Frugal Programming: Saving Memory Subsystem Bandwidth
We investigate techniques of frugal programming: how to program so you don’t waste the limited memory resources in your computer system.
Senior Software Engineer with 10 years of experience active in the domain of Linux and bare-metal based embedded systems. His professional focus is application performance improvement - techniques used to make your C/C++ program run faster by using better algorithms, better exploiting the underlying hardware, and better usage of the standard library, programming language, and the operating system.
We investigate techniques of frugal programming: how to program so you don’t waste the limited memory resources in your computer system.
We introduce compiler optimization report, a useful tool if you wish to speed up your program by looking at what the compiler failed to optimize.
In our experiments with the memory access pattern, we have seen that good data locality is a key to good software performance. Accessing memory sequentially and splitting the data set into small-sized pieces which are processed individually improves data locality and software speed. In this post, we will present a few techniques to improve the…
When we need to fill std::vector with values and the size of vector is known in advance, there are two possibilities: using emplace_back() or using operator[]. For the emplace_back() we should reserve the necessary amount of space with reserve() before emplacing into vector. This will avoid unnecessary vector regrow and benefit performance. Alternatively, if we…
In this post we investigate long dependency chains: when an instruction depends on the previous instruction depends on the previous instruction… We want to see how long dependency chains lower CPU performance, and we want to measure the effect of interleaving two dependency chains (by interleaving two operations) reflects on software performance. Operations with long…
We continue the investigation from the previous post, trying to measure how the memory subsystem affects software performance. We write small programs (kernels) to quantify the effects of cache line, memory latency, TLB cache, cache conflicts, vectorization and branch prediction.
In this post we investigate the memory subsystem of a desktop, server and embedded system from the software viewpoint. We use small kernels to illustrate various aspects of the memory subsystem and how it effects performance and runtime.
We talk about instruction level parallelism: what instruction-level parallelism is, why is it important for your code’s performance and how you can add instruction-level parallelism to improve the performance of your memory-bound program.
We investigate how memory consumption, dataset size and software performance correlate…
In this post we introduce the essentials of programming for systems with several CPU cores. We start with an explanation of software threads and synchronization, two fundamental building blocks of multithreaded programming. We explain how these are implemented in hardware, and finally, we present several multithreading APIs you can use for parallel programming.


### Exercise details
Check each line of the entries below for the word "side", and copy out the ones that have it.
[Material for this task]
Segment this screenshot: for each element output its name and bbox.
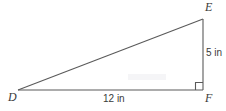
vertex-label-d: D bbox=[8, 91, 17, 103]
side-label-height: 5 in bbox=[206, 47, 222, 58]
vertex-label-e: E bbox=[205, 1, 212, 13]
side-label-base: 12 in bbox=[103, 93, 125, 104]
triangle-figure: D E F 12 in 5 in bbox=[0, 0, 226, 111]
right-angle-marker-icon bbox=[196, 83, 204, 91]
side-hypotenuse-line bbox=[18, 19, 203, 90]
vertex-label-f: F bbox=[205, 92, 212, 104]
[/Material for this task]
[Material for this task]
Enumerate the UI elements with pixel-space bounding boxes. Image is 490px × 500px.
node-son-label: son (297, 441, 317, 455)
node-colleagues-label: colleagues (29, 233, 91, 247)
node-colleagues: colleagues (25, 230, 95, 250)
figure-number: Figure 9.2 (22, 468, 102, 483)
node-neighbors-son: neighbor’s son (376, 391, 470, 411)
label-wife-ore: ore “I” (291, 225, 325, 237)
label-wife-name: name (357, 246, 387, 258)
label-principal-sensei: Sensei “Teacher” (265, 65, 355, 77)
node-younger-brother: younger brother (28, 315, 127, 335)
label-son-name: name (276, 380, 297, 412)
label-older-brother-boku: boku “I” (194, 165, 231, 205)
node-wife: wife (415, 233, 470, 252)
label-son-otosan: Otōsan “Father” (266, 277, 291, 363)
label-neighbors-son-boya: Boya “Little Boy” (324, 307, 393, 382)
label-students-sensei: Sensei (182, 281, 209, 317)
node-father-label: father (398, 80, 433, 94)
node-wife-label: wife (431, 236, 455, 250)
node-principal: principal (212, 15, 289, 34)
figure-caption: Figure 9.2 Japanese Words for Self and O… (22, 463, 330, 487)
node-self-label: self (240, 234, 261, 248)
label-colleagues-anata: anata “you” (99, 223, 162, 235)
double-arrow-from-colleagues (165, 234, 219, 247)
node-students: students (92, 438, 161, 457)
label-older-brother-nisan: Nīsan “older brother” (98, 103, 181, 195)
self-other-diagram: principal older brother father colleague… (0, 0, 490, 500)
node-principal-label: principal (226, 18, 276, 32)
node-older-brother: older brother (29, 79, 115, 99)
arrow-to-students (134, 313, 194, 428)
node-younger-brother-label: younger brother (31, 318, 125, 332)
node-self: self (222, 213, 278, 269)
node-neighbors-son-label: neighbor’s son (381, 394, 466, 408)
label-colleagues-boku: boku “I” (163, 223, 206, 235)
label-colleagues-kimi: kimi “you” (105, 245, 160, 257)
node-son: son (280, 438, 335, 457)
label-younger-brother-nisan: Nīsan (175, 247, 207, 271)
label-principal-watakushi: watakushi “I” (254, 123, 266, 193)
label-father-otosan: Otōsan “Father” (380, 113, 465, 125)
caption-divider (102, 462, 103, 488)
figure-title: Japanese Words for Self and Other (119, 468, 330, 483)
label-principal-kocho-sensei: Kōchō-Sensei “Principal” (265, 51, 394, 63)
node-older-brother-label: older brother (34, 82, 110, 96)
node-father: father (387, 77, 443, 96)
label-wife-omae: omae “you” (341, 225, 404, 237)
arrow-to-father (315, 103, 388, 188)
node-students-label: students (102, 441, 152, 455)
[/Material for this task]
### Exercise result
side-label-height: 5 in bbox=[206, 47, 222, 58]
side-label-base: 12 in bbox=[103, 93, 125, 104]
side-hypotenuse-line bbox=[18, 19, 203, 90]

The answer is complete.